Performance Review
Analyse the specified files for performance issues and provide actionable improvement suggestions.
Files and instructions: $ARGUMENTS
What to review
- Algorithmic complexity: inefficient loops, nested iterations that could be flattened, O(n^2) or worse patterns that could be reduced, unnecessary repeated computations
- Batching: operations that could be grouped (database queries, API calls, file I/O) instead of executed one at a time in a loop
- Caching: repeated expensive computations or lookups that would benefit from memoisation or caching, missing cache invalidation
- Data structures: use of the wrong data structure for the access pattern (e.g. linear search in a list where a set or map would be O(1), arrays where linked lists are better or vice versa)

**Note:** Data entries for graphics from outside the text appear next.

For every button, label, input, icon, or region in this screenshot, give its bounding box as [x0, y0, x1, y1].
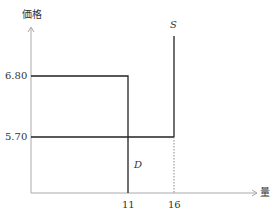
demand-label: D — [134, 160, 142, 170]
y-tick-5-70: 5.70 — [5, 132, 27, 142]
supply-label: S — [170, 20, 177, 30]
y-tick-6-80: 6.80 — [5, 71, 27, 81]
demand-curve — [31, 76, 128, 193]
x-tick-16: 16 — [168, 200, 181, 210]
x-tick-11: 11 — [122, 200, 135, 210]
chart-canvas — [0, 0, 276, 218]
x-axis-label: 量 — [260, 188, 270, 198]
y-axis-label: 価格 — [22, 10, 42, 20]
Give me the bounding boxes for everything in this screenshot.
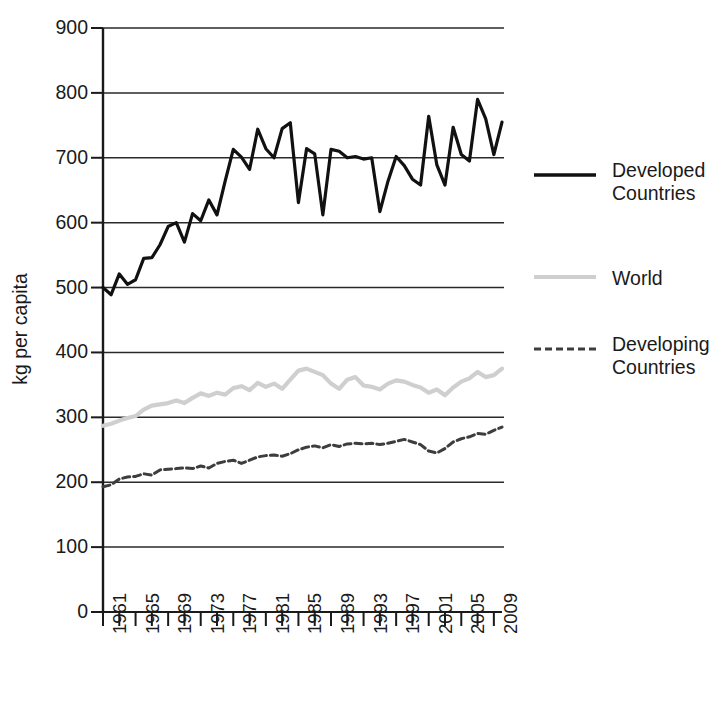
series-line-0 [103, 99, 502, 294]
x-tick-label: 1981 [274, 593, 293, 634]
legend-marks [534, 175, 596, 349]
x-tick-label: 1989 [339, 593, 358, 634]
y-tick-label: 500 [30, 278, 88, 298]
legend-item-label: World [612, 267, 663, 290]
y-axis-title-text: kg per capita [9, 273, 32, 385]
x-tick-label: 2009 [502, 593, 521, 634]
x-tick-label: 2001 [437, 593, 456, 634]
x-tick-label: 1993 [372, 593, 391, 634]
y-tick-label: 400 [30, 342, 88, 362]
y-tick-label: 100 [30, 537, 88, 557]
y-axis-title: kg per capita [8, 244, 32, 414]
chart-figure: kg per capita 01002003004005006007008009… [0, 0, 723, 706]
x-tick-label: 1969 [176, 593, 195, 634]
series-line-2 [103, 427, 502, 487]
legend-item-label: Developing Countries [612, 333, 710, 379]
x-tick-label: 2005 [469, 593, 488, 634]
x-tick-label: 1965 [144, 593, 163, 634]
y-tick-label: 700 [30, 148, 88, 168]
x-tick-label: 1973 [209, 593, 228, 634]
x-tick-label: 1977 [241, 593, 260, 634]
y-tick-label: 900 [30, 18, 88, 38]
y-tick-label: 300 [30, 407, 88, 427]
x-tick-label: 1961 [111, 593, 130, 634]
y-tick-label: 0 [30, 602, 88, 622]
legend-item-label: Developed Countries [612, 159, 705, 205]
x-tick-label: 1997 [404, 593, 423, 634]
x-tick-label: 1985 [306, 593, 325, 634]
y-tick-label: 800 [30, 83, 88, 103]
y-tick-label: 600 [30, 213, 88, 233]
y-tick-label: 200 [30, 472, 88, 492]
y-axis-ticks [91, 28, 103, 612]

- Memory: unnecessary allocations, large objects held longer than needed, string concatenation in loops, unbounded collections, missing pagination
- Concurrency: sequential operations that could run in parallel, blocking calls on the main thread, missing async/await, thread-safety issues that force unnecessary serialisation
- I/O efficiency: chatty network calls, missing connection pooling, unbuffered reads/writes, missing streaming for large payloads
- Lazy vs eager evaluation: eagerly loading or computing data that may never be used, missing short-circuit evaluation, loading entire datasets when only a subset is needed
- Hot paths: performance-critical code paths where micro-optimisations matter — unnecessary object creation, redundant type conversions, avoidable regex compilation
- Language-specific antipatterns: idioms that are idiomatic but slow in the specific language (e.g. reflection in Java, dynamic dispatch where static would suffice, unintentional boxing)
How to interpret arguments
The arguments are free-form and flexible. They may contain:
- File references of any type and in any format:
@file.ts, file.py, main.go, utils.go, script.sh handler.rb
- Additional natural language instructions alongside file references, such as:
- "and also review the files imported by the specified file"

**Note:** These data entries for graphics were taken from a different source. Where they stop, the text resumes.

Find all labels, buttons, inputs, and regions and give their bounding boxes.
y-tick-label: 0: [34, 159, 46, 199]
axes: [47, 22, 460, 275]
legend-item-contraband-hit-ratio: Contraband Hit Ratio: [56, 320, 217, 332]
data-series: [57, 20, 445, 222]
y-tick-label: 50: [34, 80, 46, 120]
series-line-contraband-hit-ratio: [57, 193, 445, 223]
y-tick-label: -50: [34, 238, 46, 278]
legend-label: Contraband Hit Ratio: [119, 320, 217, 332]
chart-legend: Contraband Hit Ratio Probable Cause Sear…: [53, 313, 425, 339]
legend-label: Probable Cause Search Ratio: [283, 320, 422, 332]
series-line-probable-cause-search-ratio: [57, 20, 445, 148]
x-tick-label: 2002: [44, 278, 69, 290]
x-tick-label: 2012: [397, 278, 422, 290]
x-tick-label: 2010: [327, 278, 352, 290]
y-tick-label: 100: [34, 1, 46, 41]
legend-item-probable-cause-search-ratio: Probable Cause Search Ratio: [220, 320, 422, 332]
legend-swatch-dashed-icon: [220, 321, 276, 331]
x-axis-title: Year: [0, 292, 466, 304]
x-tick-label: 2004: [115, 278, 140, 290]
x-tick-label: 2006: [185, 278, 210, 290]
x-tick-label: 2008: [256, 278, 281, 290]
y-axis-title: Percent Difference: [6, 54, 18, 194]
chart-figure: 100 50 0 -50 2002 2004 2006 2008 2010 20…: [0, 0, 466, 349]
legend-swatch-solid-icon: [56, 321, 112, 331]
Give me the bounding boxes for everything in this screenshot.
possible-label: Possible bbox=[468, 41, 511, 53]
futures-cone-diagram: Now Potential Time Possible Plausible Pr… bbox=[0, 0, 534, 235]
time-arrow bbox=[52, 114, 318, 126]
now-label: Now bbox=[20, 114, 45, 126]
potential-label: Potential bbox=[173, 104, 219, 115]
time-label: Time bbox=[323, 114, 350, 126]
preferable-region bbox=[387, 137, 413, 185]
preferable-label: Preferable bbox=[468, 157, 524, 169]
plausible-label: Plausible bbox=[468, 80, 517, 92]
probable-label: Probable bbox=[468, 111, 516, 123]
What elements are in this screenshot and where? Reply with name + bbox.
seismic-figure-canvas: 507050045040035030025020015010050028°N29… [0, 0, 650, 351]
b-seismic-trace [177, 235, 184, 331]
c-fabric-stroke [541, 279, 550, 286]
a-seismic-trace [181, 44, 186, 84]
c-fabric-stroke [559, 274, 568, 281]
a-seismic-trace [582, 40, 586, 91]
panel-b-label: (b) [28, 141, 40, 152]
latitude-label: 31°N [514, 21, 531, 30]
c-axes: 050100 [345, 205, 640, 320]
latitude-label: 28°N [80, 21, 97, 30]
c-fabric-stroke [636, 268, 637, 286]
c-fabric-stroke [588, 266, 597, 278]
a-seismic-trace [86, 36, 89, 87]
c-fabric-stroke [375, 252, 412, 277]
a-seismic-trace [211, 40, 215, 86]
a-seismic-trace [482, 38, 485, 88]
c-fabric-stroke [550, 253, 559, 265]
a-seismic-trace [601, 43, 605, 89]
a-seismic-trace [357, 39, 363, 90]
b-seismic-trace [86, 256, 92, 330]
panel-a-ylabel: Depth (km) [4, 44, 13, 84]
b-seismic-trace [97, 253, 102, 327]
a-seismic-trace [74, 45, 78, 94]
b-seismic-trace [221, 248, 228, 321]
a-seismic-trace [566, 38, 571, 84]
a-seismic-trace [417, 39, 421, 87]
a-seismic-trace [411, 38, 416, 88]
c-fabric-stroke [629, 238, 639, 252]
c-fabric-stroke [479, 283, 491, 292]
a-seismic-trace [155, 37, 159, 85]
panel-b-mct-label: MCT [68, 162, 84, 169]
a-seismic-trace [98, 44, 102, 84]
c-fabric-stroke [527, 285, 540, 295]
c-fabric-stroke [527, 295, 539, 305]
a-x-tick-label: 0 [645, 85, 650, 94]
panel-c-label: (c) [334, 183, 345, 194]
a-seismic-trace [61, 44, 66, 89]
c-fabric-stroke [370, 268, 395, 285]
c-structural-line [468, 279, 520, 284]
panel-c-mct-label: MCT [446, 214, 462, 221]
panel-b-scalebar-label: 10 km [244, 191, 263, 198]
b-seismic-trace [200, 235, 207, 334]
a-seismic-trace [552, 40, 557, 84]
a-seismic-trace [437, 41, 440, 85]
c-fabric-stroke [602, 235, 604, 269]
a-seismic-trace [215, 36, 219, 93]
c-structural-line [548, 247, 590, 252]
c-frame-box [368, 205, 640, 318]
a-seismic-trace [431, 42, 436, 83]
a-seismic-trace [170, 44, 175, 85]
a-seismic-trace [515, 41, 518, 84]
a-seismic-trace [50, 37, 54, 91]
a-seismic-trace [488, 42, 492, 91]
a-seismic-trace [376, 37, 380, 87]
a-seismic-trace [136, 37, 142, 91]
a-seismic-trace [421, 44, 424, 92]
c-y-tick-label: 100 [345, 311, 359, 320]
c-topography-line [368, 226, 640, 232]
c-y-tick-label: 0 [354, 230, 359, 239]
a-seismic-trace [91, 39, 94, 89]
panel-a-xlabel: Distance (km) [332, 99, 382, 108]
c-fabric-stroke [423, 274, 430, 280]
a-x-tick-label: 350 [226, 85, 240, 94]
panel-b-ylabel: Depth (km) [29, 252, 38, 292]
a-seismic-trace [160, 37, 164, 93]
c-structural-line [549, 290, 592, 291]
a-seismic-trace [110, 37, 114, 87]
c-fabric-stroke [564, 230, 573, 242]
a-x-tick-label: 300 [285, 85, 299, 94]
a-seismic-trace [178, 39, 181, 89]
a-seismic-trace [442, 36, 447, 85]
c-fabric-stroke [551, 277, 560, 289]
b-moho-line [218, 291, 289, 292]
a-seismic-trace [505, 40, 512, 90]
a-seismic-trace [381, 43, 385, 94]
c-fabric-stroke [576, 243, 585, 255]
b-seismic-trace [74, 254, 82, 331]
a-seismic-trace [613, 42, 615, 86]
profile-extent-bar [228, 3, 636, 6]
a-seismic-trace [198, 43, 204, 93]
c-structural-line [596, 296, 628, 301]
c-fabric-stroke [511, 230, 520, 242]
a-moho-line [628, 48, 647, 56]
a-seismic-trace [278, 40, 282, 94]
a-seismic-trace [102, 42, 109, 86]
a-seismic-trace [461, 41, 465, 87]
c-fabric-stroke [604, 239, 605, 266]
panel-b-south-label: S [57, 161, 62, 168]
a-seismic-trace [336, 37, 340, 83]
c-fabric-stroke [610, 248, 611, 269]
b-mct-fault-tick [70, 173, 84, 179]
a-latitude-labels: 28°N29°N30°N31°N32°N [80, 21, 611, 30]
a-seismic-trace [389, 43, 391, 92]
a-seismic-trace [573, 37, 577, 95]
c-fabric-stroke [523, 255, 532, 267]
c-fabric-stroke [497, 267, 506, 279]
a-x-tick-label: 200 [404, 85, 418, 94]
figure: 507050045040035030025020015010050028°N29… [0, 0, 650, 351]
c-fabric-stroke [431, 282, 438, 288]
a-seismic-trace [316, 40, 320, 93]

- "focus only on database query performance"
- "this handles 10k requests per second"
- "we're seeing high memory usage in production"
Parse the arguments to identify which files to review and what additional instructions apply. When additional instructions reference related files (e.g. imports, dependents), follow those instructions to identify and review those files as well.
Examples
/perf-review @service.ts @handler.ts — review these two files
/perf-review utils.py, helpers.py — comma-separated, no @ prefix
/perf-review @app.go and also review the files it imports — review with extended scope
/perf-review @api.ts focus only on database query performance — targeted review
/perf-review @processor.rb we're seeing high memory usage in production — review with context
How to proceed
- Read each specified file to understand its current structure, language, and purpose
- If the user included additional instructions (e.g. "also review imported files"), follow them to identify further files
- Analyse the code against every review category listed above
- For each finding, provide:
- What: the specific issue and where it occurs
- Why: the performance impact (time complexity, memory, latency, throughput)
- Fix: a concrete code change to resolve it
- Group findings by category and order by expected impact (highest first)
- If the runtime or framework is known, tailor recommendations to its specific performance characteristics and best practices
Additional resources
- checklist.md contains language-specific antipatterns and concrete examples organised by the same review categories above. Use it as a supplementary reference after applying the main review process — it does not replace the categories and analysis defined in this skill.